Monday Morning Grammar: Pronouns Part XI—Indefinitely (It)

Monday Morning Grammar: Pronouns Part XI—Indefinitely (It)

It is SAT season, and one of the rules I emphasize with my students as they prepare for the test is that personal pronouns always need to have a clear antecedent. (Two exceptions, even on the SAT, are I and you, whose antecedents—the person speaking or writing and the person being spoken or written to—are implied.) However, in everyday language, it is often used as an indefinite pronoun.

The pronoun it can be used to refer to a phrase, clause, sentence, or idea that’s implied but not explicitly stated:

In yesterday’s Vikings game against the 49ers, Brett Favre threw a game-winning touchdown with just two seconds left on the clock. You have to see it to believe it.

In this example, you can infer that it refers to the play: You have to see the play to believe it.

It can be the subject of a sentence without having an antecedent. Usually the verb in such a sentence is a form of to be:

It was amazing.

It can also open a sentence and introduce a phrase or clause that comes after the verb:

It is strange to see Favre wearing purple after he played for so many years in Packers green.

And it can introduce a subject or object before it appears in a sentence:

I find it hard to get used to this new world order.

Finally, it can serve as a subject in a sentence discussing time or the weather:

It is autumn; it has finally cooled down.

However, although I’ve been known to favor starting sentences with It’s …—check out the first sentence of this post, for example—I wouldn’t recommend it in academic writing because your meaning can become muddled:

Everywhere I go, even at the Goodwill donation center, people want to talk about Favre. It is exciting.

What is exciting? Favre? Or that everyone wants to talk about him?

Friends of my family have a nephew who plays for the Packers. It is a good opportunity.

What is a good opportunity? Ostensibly, it’s the nephew’s position on the team, but the antecedent isn’t clear.

Do you have a question about pronouns? Let me know, and I’ll include it in a future installment of Mots Justes’ ongoing series.

The Mots Justes Series on Pronouns

Part I—The Basics

Part II—Location, Location, Location

Part III—Number

Part IV—Person

Part V—Gender, Plus “They” as a Gender-Neutral Singular Pronoun

Part VI—On the Case

Part VII—Something Personal Between You and Me

Part VIII—Infinitives

Part IX—Indeterminate Gender

Part X—Indefinitely (We, You, and They)

Resource

Chicago Manual of Style, The. 15th ed. Chicago: The University of Chicago Press, 2003.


### Task goal
Begin at the line containing "Decode this image" in the records below, end at the line containing "Convert this screenshot", and retype each line in that span exactly. No other line and no image should appear.

### Source data
BEGIN
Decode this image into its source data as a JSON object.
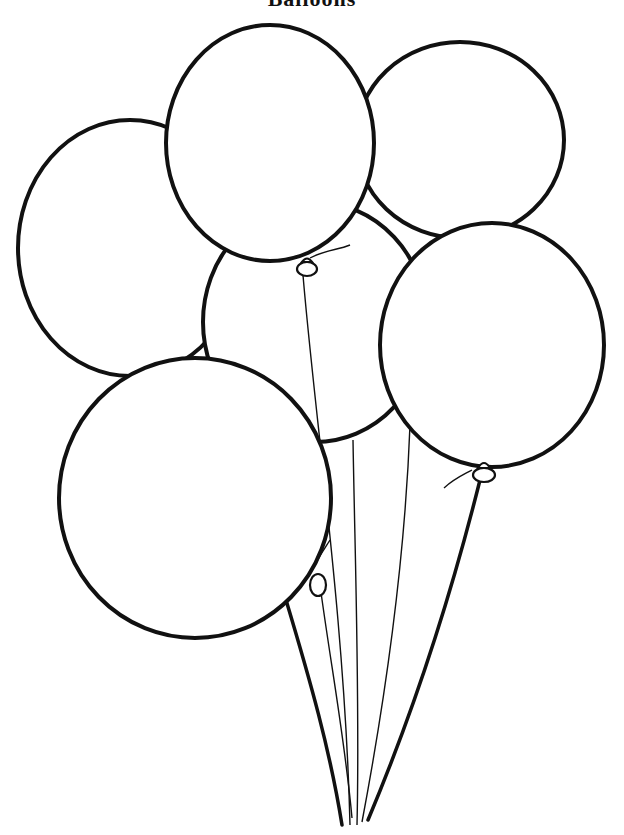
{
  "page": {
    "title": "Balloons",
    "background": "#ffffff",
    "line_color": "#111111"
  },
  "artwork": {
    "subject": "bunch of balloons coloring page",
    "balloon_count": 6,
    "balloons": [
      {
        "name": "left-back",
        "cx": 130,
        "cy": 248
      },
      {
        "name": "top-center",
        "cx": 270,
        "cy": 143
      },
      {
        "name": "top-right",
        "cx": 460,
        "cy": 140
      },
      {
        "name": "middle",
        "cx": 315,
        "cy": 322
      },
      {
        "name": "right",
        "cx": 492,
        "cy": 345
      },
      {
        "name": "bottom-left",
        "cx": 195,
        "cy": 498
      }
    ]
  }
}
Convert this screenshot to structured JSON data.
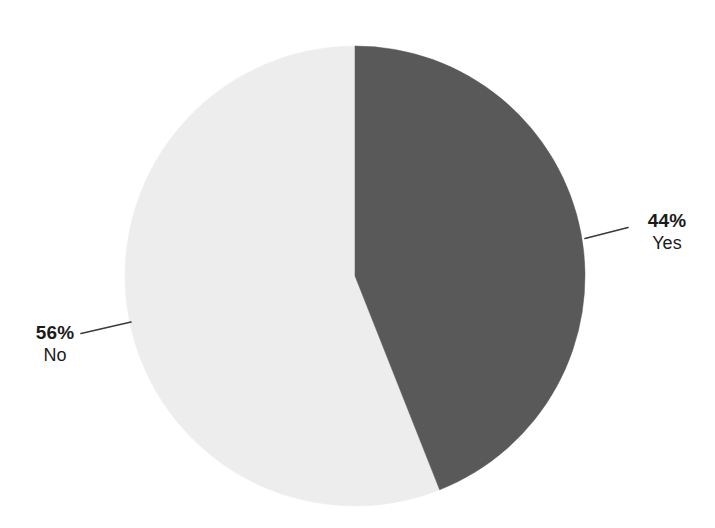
END
BEGIN
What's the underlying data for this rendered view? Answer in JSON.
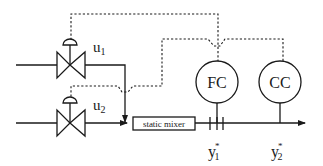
END
### Written solution
Decode this image into its source data as a JSON object.
{
  "page": {
    "title": "Balloons",
    "background": "#ffffff",
    "line_color": "#111111"
  },
  "artwork": {
    "subject": "bunch of balloons coloring page",
    "balloon_count": 6,
    "balloons": [
      {
        "name": "left-back",
        "cx": 130,
        "cy": 248
      },
      {
        "name": "top-center",
        "cx": 270,
        "cy": 143
      },
      {
        "name": "top-right",
        "cx": 460,
        "cy": 140
      },
      {
        "name": "middle",
        "cx": 315,
        "cy": 322
      },
      {
        "name": "right",
        "cx": 492,
        "cy": 345
      },
      {
        "name": "bottom-left",
        "cx": 195,
        "cy": 498
      }
    ]
  }
}
Convert this screenshot to structured JSON data.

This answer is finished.